To recall, it is doctrinally entrenched that in illegal dismissal cases, the employer has the burden of proving with clear, accurate, consistent, and convincing evidence that the dismissal was valid.[30]  It is therefore the employer which must satisfactorily show that it was not in a dominant position of advantage in dealing with its prospective employee.  Thus, in Philips Semiconductors (Phils.), Inc. v.
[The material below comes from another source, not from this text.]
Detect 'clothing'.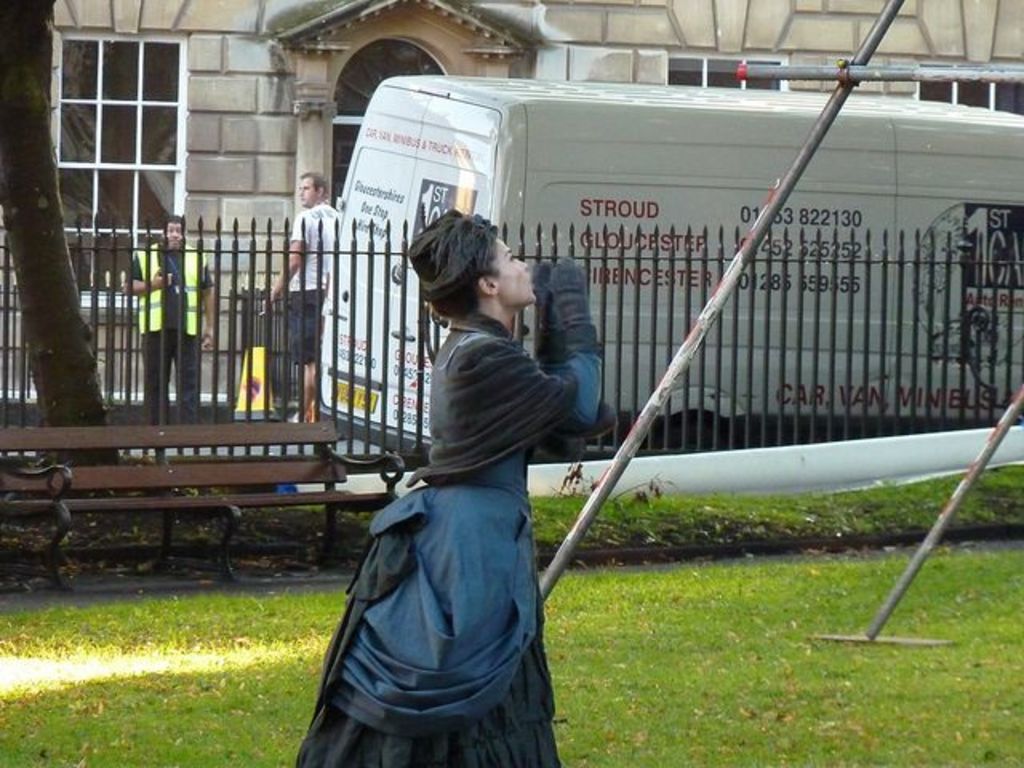
Detected at bbox(131, 326, 211, 443).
Fadriquela,[31] this Court rejected the employer's insistence on the application of the Brent doctrine when the sole justification of the fixed terms is to respond to temporary albeit frequent need of such workers: We reject the petitioner's submission that it resorted to hiring employees for fixed terms to augment or supplement its regular employment "for the duration of peak loads" during short-term surges to respond to cyclical demands; hence, it may hire and retire workers on fixed terms, ad infinitum, depending upon the needs of its customers, domestic and international.  Under the petitioner's submission, any worker hired by it for fixed terms of months or years can never attain regular employment status. x x x.
2013-01-16
PEREZ, J.
Further, no less than the Labor Code directs labor officials to use reasonable means to ascertain the facts speedily and objectively, with little regard to technicalities or formalities and Rule VII, Section 10 of the New Rules of Procedure of the NLRC provides that technical rules are not binding. Indeed, the application of technical rules or procedure may be relaxed in labor cases to serve the demand of substantial justice.[16]